I go on telling about Saint Perl 2009 conference. This time it is a story about Nikolay Zhuravlev and power of Perl regular expressions. I looked forward to this presentation the worst, and it may be the reason, why it appeared to be the worst disappointment.
I expected an interesting story about recursive regular expressions and how they give Perl the power of context-free grammars. (BTW, ask me how. In fact, we should call them Perl context-free grammar expressions, not Perl regular expressions.) But instead the presentation was about boring benchmark graphs for various randomly — well, almost randomly — assembled regular expressions and without any sane resume. (Though he is totally exonerated by the fact, that he is yet a student.)
Thank Darwin, my perverted imagination saved me from deadly bore, since I had been hypnotized by regular expressions the speaker was showing, that resembled.
/(.*)(.*)\2\1/; # a girl /(.*)(.*)(.*)\3\2\1/; # a mutant girl from Total Recall movie /(.*)(.*)(.*)(.*)\4\3\2\1/; # a girl with a friend /(.*)(.*)(.*)(.*)(.*)\5\4\3\2\1/; # a mutant girl from Total Recall movie with a friend
And so on. Ok, you've got the idea. This is what I meant when I wrote about power of Perl regular expressions.
Now I like regular expressions even more.
P. S. I asked Nikolay Zhuravlev if he had read Mastering Regular Expressions by Jeffrey Friedl — the best book about regular expressions I know of — and he answered that he had tried, but it hadn't appeared mathematically precise enough for him. All issues could be avoided if Nikolay had taken this book more seriously.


• Aim of the task: Where does the string "producer" occur in the records? Copy each line that holds it.
= Beginning of Section =
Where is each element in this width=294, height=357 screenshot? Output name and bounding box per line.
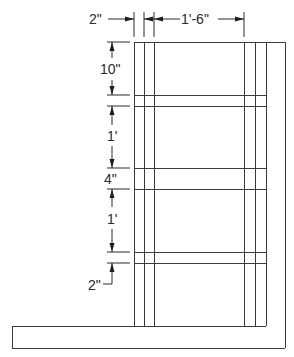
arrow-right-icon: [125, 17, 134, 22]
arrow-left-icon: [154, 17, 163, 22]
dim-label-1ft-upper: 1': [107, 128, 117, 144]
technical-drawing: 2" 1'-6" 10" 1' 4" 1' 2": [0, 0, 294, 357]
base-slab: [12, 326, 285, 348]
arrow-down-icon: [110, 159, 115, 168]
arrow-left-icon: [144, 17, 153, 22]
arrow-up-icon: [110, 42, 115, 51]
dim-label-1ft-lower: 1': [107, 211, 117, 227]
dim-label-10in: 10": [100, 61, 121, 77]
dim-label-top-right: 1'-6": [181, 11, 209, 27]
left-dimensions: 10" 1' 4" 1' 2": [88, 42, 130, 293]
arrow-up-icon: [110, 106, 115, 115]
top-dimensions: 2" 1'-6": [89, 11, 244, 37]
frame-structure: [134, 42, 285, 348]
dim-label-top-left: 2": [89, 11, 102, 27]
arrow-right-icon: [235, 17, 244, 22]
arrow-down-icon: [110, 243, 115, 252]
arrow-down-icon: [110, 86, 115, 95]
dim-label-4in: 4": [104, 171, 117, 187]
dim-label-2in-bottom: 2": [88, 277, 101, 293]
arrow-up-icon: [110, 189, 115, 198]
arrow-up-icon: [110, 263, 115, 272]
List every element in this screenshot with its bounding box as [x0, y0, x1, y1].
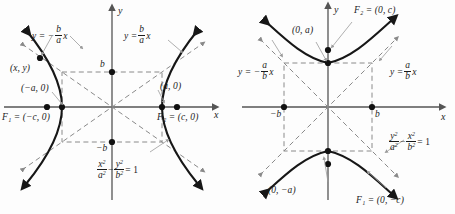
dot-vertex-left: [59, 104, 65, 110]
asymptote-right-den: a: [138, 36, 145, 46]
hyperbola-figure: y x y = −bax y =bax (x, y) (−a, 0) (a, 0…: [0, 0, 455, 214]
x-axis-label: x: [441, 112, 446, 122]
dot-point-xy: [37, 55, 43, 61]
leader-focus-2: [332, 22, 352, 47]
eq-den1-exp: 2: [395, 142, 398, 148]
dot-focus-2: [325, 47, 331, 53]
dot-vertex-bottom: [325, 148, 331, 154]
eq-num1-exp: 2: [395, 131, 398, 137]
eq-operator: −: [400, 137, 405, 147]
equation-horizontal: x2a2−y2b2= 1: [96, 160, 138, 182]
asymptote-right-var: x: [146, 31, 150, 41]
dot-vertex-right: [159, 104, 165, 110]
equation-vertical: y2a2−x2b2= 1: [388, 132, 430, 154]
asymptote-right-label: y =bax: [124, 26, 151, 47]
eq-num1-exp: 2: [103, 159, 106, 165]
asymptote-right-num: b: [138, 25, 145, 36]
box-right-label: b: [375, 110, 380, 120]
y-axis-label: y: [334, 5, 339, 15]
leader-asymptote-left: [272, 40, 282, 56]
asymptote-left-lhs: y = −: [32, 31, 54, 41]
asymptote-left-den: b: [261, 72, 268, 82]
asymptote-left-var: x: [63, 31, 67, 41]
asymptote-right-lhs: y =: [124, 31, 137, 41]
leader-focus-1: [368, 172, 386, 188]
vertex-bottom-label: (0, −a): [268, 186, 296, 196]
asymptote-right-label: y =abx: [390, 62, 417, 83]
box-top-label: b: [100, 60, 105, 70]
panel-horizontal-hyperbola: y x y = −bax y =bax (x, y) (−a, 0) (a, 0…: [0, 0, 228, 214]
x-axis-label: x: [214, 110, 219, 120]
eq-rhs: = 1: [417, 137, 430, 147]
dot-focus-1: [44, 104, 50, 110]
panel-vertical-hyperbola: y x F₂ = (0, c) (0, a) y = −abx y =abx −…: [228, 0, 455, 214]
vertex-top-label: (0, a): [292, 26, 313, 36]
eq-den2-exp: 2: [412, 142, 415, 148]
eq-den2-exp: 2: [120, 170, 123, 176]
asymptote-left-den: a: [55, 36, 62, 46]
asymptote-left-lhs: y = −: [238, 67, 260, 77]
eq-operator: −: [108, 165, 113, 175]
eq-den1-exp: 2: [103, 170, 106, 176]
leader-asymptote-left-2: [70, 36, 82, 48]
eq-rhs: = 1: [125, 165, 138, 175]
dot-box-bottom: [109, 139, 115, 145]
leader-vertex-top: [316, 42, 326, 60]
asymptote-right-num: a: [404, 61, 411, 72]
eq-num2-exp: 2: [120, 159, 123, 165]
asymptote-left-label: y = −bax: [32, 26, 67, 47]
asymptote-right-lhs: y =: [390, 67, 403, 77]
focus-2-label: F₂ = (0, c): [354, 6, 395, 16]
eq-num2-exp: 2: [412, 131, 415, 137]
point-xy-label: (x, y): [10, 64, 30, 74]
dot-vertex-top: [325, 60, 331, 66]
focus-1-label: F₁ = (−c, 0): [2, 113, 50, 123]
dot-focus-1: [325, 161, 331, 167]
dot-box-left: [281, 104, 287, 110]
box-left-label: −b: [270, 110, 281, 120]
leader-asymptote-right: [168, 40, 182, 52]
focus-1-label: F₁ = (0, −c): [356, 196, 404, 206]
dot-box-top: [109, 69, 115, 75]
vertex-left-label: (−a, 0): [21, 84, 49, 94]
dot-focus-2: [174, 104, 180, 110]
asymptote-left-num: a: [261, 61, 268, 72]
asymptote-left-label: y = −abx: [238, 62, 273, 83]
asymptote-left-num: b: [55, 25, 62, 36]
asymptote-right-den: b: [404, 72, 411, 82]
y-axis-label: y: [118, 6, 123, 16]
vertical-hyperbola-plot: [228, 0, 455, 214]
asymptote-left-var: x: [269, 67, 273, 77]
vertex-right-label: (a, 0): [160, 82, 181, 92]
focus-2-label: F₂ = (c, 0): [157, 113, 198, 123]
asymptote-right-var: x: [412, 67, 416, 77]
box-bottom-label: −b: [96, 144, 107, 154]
= End of Section =
= Beginning of Section =
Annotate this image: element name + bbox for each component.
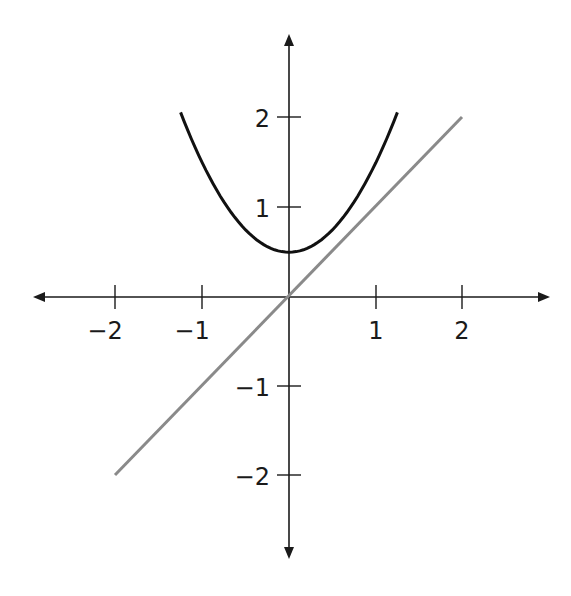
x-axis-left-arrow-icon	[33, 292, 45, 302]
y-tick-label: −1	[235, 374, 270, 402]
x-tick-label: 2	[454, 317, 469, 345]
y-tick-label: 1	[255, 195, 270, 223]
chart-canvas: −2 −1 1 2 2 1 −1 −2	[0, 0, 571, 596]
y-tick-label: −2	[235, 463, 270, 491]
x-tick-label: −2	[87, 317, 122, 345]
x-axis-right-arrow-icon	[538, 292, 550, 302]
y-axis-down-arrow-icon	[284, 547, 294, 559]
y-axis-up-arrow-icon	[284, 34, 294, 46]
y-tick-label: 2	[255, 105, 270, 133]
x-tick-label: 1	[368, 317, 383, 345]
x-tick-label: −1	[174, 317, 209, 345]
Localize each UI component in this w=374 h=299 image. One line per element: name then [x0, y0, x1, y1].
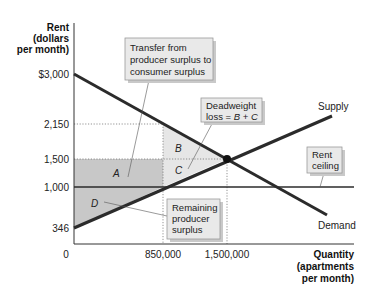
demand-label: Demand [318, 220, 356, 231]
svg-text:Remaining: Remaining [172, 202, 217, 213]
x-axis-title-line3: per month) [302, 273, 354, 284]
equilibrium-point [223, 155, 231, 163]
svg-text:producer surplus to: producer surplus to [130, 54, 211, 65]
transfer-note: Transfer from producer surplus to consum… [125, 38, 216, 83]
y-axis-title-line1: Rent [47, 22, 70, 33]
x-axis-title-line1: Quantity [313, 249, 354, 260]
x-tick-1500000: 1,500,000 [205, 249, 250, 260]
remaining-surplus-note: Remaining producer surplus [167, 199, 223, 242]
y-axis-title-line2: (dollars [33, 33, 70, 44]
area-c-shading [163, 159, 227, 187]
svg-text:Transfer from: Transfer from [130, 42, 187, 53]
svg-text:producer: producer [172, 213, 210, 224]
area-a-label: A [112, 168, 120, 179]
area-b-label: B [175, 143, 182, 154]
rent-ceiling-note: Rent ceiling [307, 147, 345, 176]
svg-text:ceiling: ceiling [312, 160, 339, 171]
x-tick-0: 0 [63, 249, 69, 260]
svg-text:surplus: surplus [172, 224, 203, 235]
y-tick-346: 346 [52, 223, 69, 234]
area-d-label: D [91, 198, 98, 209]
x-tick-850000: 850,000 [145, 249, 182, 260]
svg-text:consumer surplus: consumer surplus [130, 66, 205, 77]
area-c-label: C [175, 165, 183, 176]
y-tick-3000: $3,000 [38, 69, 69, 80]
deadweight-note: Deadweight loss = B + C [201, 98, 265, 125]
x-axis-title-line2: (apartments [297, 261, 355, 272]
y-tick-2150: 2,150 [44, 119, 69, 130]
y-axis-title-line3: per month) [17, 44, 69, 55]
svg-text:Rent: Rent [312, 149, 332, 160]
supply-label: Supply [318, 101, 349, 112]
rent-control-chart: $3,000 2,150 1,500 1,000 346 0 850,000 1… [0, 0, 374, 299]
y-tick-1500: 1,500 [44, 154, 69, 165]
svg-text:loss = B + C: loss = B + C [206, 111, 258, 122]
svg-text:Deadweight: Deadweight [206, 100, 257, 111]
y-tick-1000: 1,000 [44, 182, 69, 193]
= End of Section =
= Beginning of Section =
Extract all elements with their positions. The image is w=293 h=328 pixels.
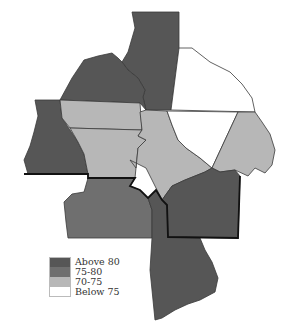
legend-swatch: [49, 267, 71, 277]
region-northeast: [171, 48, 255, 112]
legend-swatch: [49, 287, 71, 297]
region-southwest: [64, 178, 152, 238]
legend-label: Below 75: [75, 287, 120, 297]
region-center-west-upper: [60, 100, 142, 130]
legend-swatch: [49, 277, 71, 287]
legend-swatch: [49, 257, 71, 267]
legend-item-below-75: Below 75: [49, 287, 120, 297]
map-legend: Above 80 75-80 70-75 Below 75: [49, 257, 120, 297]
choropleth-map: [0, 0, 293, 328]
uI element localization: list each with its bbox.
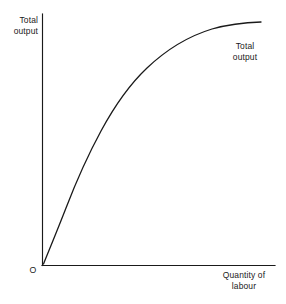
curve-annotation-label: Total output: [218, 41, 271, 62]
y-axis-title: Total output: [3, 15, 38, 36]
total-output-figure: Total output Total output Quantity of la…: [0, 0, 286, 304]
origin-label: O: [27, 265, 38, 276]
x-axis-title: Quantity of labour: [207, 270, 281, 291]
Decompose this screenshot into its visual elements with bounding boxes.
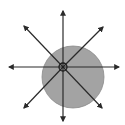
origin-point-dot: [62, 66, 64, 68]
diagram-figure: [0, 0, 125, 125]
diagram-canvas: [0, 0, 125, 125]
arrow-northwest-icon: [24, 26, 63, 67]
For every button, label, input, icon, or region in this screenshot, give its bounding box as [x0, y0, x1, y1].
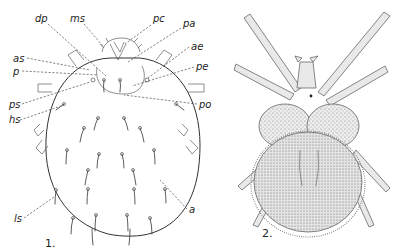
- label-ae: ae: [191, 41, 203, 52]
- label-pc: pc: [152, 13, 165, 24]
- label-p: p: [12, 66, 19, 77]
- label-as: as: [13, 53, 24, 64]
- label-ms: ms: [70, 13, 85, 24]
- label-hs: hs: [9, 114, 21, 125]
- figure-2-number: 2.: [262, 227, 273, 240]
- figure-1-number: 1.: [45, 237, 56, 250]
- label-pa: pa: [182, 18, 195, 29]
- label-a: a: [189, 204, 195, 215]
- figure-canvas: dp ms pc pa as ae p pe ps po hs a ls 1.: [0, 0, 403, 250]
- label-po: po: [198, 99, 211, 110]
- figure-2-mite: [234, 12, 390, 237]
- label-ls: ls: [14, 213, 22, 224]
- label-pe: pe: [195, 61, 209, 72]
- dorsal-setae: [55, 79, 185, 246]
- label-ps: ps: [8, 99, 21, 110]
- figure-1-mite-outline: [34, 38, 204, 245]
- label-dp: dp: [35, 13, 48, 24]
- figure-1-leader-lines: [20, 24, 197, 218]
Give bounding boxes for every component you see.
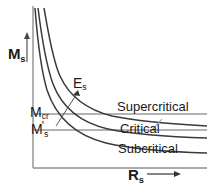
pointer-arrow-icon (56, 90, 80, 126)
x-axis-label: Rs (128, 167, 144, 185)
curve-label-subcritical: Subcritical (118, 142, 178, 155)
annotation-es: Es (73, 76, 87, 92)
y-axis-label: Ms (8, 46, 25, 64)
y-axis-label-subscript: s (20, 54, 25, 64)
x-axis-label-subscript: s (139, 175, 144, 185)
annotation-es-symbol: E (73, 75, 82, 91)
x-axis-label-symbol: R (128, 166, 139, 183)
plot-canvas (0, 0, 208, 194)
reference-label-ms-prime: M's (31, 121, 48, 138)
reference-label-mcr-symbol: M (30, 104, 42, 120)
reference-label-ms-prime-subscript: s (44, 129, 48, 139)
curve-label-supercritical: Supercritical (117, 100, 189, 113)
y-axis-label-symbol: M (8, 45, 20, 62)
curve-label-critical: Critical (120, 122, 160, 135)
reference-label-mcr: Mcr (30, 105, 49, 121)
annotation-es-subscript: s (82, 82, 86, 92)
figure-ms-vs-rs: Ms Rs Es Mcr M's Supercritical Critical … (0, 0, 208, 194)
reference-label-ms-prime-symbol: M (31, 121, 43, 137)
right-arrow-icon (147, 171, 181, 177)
= End of Section =
• Reply:
svg-text:producer surplus to: producer surplus to [130, 54, 211, 65]
transfer-note: Transfer from producer surplus to consum… [125, 38, 216, 83]
remaining-surplus-note: Remaining producer surplus [167, 199, 223, 242]
svg-text:producer: producer [172, 213, 210, 224]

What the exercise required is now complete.